LogicProgrammer
LogicProgrammer

Reputation: 77

Shell CTRL-C ignore

I want to the following in my implementation of shell.

When shell is launched, the prompt is printed. When I click CTRL+C it should ignore the signal and print the prompt on new line. No enter key should pressed.

When I launch an external program like top, I should be able to kill it with CTRL+C and get back to my shell.

Finally, when I launch a program like 'python', I want to be able to click CTRL+C and only receive KeyboardInterrupt and >> printed on new line as in real shell. Currently, I get this:

Shell> python
Type "help", "copyright", "credits" or "license" for more information.
>>>
Shell>
KeyboardInterrupt
>>>
Shell>
KeyboardInterrupt
>>>
Shell>
KeyboardInterrupt
>>>

Where you can see that Shell> is printed in the middle of CTRL+C interrupt. A relevant excerpt of code is:

void signal_handler(int dummy) {
    #ifdef DEBUG
        printf("CTRL-C is disabled.\n");
    #endif
    printf("\n");
}

int main(int argc, char **argv) {
    char *command;
    char **args;
    int status;

    /* Register a signal handler for Ctrl-C */
    sigset(SIGINT, signal_handler);

    while (1) {
        printf("Shell> ");
        command = read_command();
        args = tokenize_command(command);
        status = execute(args);

        #ifdef DEBUG
            printf("The newest status code was: %d\n", status);
        #endif

        free(command);
        free(args);
    }
}

Upvotes: 0

Views: 2235

Answers (1)

Ctx
Ctx

Reputation: 18420

You will have to create a new process group for your executed command and make it the foreground process group.
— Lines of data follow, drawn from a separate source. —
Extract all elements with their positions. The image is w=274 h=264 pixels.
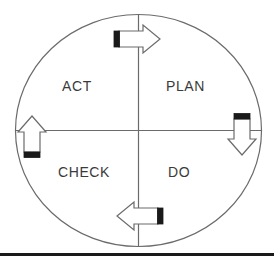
pdca-cycle-diagram: ACT PLAN CHECK DO bbox=[0, 0, 274, 264]
quadrant-label-act: ACT bbox=[62, 78, 92, 94]
arrow-left-body bbox=[117, 202, 158, 230]
arrow-up-body bbox=[18, 116, 46, 152]
quadrant-label-do: DO bbox=[168, 164, 190, 180]
arrow-down-body bbox=[228, 119, 256, 155]
quadrant-label-check: CHECK bbox=[58, 164, 110, 180]
arrow-up-icon bbox=[18, 116, 46, 158]
arrow-left-icon bbox=[117, 202, 163, 230]
arrow-right-body bbox=[119, 25, 160, 53]
arrow-down-icon bbox=[228, 114, 256, 156]
pdca-diagram-canvas bbox=[0, 0, 274, 264]
arrow-up-tail-bar bbox=[24, 152, 40, 158]
arrow-right-icon bbox=[114, 25, 160, 53]
arrow-left-tail-bar bbox=[158, 208, 164, 224]
arrow-down-tail-bar bbox=[234, 114, 250, 120]
quadrant-label-plan: PLAN bbox=[166, 78, 205, 94]
arrow-right-tail-bar bbox=[114, 31, 120, 47]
i.e. between fork() and execve() in the child process:

setpgid(0, 0);
tcsetpgrp(fileno(stdin), getpgrp());

When the child terminates and waitpid() in your shell returns, you have to reset the foreground process group:

tcsetpgrp(fileno(stdin), getpgrp()); // Called in the shell main process

Explanation: The processes in the foreground process group may read from the terminal and receive the signals from keyboard-input (Ctrl-C, Ctrl-Z, etc.). When a new command is executed by your shell, it is still in the same process group as the shell, which is also the foreground process group. So you have to create a new process group for your executed command (setpgid) and make it the foreground process group (tcsetpgrp).